Vendor Due Diligence Checklist

Before any AI vendor enters your PHI data flow, run through this:

  • BAA availability: Will they sign one? What does it actually cover? Read the scope limitations carefully.
  • SOC 2 Type II report: Current, not older than 12 months. Review the exceptions and management responses.
  • Data residency: Where is PHI processed and stored? If inference happens in a region without adequate protections, you have a problem.
  • Subprocessor transparency: Does the vendor use subprocessors? Are those subprocessors covered under the BAA chain? OpenAI's use of Azure infrastructure is covered; a smaller vendor's undisclosed use of a third-party GPU cloud might not be.
  • Breach notification terms: The BAA should specify notification timelines. HIPAA requires covered entities to report within 60 days of discovery (45 CFR 164.404), but your BAA with vendors should require faster notification to give you time to investigate.
  • Model training data handling: Confirm in writing that your PHI will not be used to train or improve the vendor's models.

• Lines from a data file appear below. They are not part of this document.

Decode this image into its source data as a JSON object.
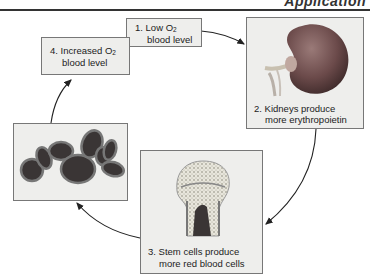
{
  "header": {
    "text": "Application"
  },
  "steps": [
    {
      "number": "1.",
      "line1_prefix": "Low O",
      "line1_sub": "2",
      "line2": "blood level"
    },
    {
      "number": "2.",
      "line1": "Kidneys produce",
      "line2": "more erythropoietin",
      "image": "kidney-illustration"
    },
    {
      "number": "3.",
      "line1": "Stem cells produce",
      "line2": "more red blood cells",
      "image": "bone-marrow-illustration"
    },
    {
      "number": "4.",
      "line1_prefix": "Increased O",
      "line1_sub": "2",
      "line2": "blood level"
    }
  ],
  "rbc_box": {
    "image": "red-blood-cells-illustration"
  },
  "colors": {
    "box_bg": "#eeeeec",
    "border": "#777777",
    "kidney": "#6b4a4a",
    "rbc": "#3a3535"
  }
}
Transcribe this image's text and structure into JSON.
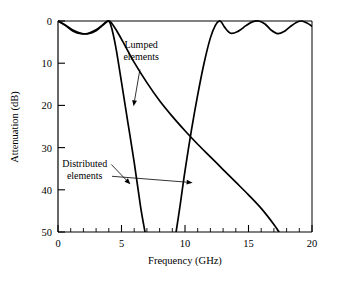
{
  "chart_data": {
    "type": "line",
    "title": "",
    "xlabel": "Frequency (GHz)",
    "ylabel": "Attenuation (dB)",
    "xlim": [
      0,
      20
    ],
    "ylim": [
      0,
      50
    ],
    "y_axis_inverted": true,
    "grid": false,
    "legend_position": "inline-annotations",
    "x_ticks_major": [
      0,
      5,
      10,
      15,
      20
    ],
    "x_tick_labels": [
      "0",
      "5",
      "10",
      "15",
      "20"
    ],
    "x_tick_minor_step": 1,
    "y_ticks_major": [
      0,
      10,
      20,
      30,
      40,
      50
    ],
    "y_tick_labels": [
      "0",
      "10",
      "20",
      "30",
      "40",
      "50"
    ],
    "line_color": "#000000",
    "series": [
      {
        "name": "Lumped elements",
        "points_x": [
          0.0,
          0.6,
          1.2,
          1.8,
          2.4,
          3.0,
          3.4,
          3.8,
          4.0,
          4.2,
          4.6,
          5.2,
          6.0,
          7.0,
          8.0,
          9.0,
          10.0,
          11.0,
          12.0,
          13.0,
          14.0,
          15.0,
          16.0,
          17.0,
          17.4
        ],
        "points_y": [
          0.0,
          1.0,
          2.2,
          2.9,
          3.0,
          2.3,
          1.3,
          0.3,
          0.0,
          0.4,
          2.2,
          5.4,
          9.8,
          14.6,
          18.9,
          22.6,
          26.0,
          29.2,
          32.2,
          35.2,
          38.2,
          41.2,
          44.4,
          48.2,
          50.0
        ]
      },
      {
        "name": "Distributed elements (lower skirt)",
        "points_x": [
          0.0,
          0.6,
          1.2,
          1.8,
          2.4,
          3.0,
          3.4,
          3.8,
          4.0,
          4.15,
          4.35,
          4.6,
          5.0,
          5.5,
          6.0,
          6.5,
          6.85
        ],
        "points_y": [
          0.0,
          1.1,
          2.4,
          3.0,
          2.9,
          2.1,
          1.2,
          0.2,
          0.0,
          0.9,
          3.2,
          7.0,
          14.5,
          24.0,
          33.5,
          44.0,
          50.0
        ]
      },
      {
        "name": "Distributed elements (upper skirt and second passband)",
        "points_x": [
          9.3,
          9.6,
          10.0,
          10.5,
          11.0,
          11.5,
          12.0,
          12.4,
          12.7,
          12.9,
          13.1,
          13.6,
          14.2,
          14.8,
          15.3,
          15.8,
          16.3,
          16.8,
          17.3,
          17.8,
          18.3,
          18.8,
          19.2,
          19.6,
          20.0
        ],
        "points_y": [
          50.0,
          44.0,
          35.5,
          26.0,
          17.5,
          10.0,
          4.0,
          1.0,
          0.0,
          0.4,
          1.4,
          2.9,
          2.4,
          1.1,
          0.2,
          0.0,
          0.7,
          2.2,
          3.0,
          2.5,
          1.3,
          0.3,
          0.0,
          0.5,
          1.2
        ]
      }
    ],
    "annotations": [
      {
        "label_line_1": "Lumped",
        "label_line_2": "elements",
        "text_x": 6.55,
        "text_y": 6.5,
        "arrow_from_x": 6.45,
        "arrow_from_y": 11.5,
        "arrow_to_x": 5.95,
        "arrow_to_y": 20.2
      },
      {
        "label_line_1": "Distributed",
        "label_line_2": "elements",
        "text_x": 2.1,
        "text_y": 34.5,
        "arrow_a_from_x": 4.2,
        "arrow_a_from_y": 34.0,
        "arrow_a_to_x": 5.7,
        "arrow_a_to_y": 38.7,
        "arrow_b_from_x": 4.25,
        "arrow_b_from_y": 36.8,
        "arrow_b_to_x": 10.6,
        "arrow_b_to_y": 38.3
      }
    ]
  }
}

This is a dealbreaker if not explicitly excluded.
  • Right to audit: Can you (or a third party you designate) audit the vendor's HIPAA controls? If the answer is no, reconsider.
  • Incident response plan: Ask to see it. A vendor without a documented, tested IR plan is a vendor that will fumble a breach.

Minimum Viable Architecture

Putting it together, a defensible healthcare AI deployment looks roughly like this:

  • Self-hosted or BAA-covered model inference running inside a VPC with no public endpoints
  • PHI ingestion through an encrypted pipeline with de-identification where possible (Safe Harbor or Expert Determination per 164.514)
  • Vector storage in a BAA-covered, encrypted database with row-level access controls
  • Centralized audit logging to immutable storage with six-year retention
  • Identity-aware access controls with MFA, mapped to minimum necessary standards (164.502(b))
  • Documented risk analysis (required under 164.308(a)(1)(ii)(A)) that specifically addresses AI-related risks

Skip any of these layers and you are building on a foundation that will not hold up when tested.

How FirmAdapt Addresses This

FirmAdapt's architecture was designed around these requirements from the ground up, not retrofitted after the fact. The platform maintains a complete BAA chain across all infrastructure and subprocessors, enforces encryption at rest and in transit as default configurations rather than optional settings, and generates the granular audit logs that OCR expects, including prompt-level and output-level logging tied to authenticated user identities.

For healthcare organizations evaluating AI platforms, FirmAdapt provides the vendor due diligence documentation (SOC 2 Type II, BAA, subprocessor lists, data residency details) as part of the standard onboarding process. The goal is to give compliance teams the evidence they need without a six-month procurement cycle to extract it.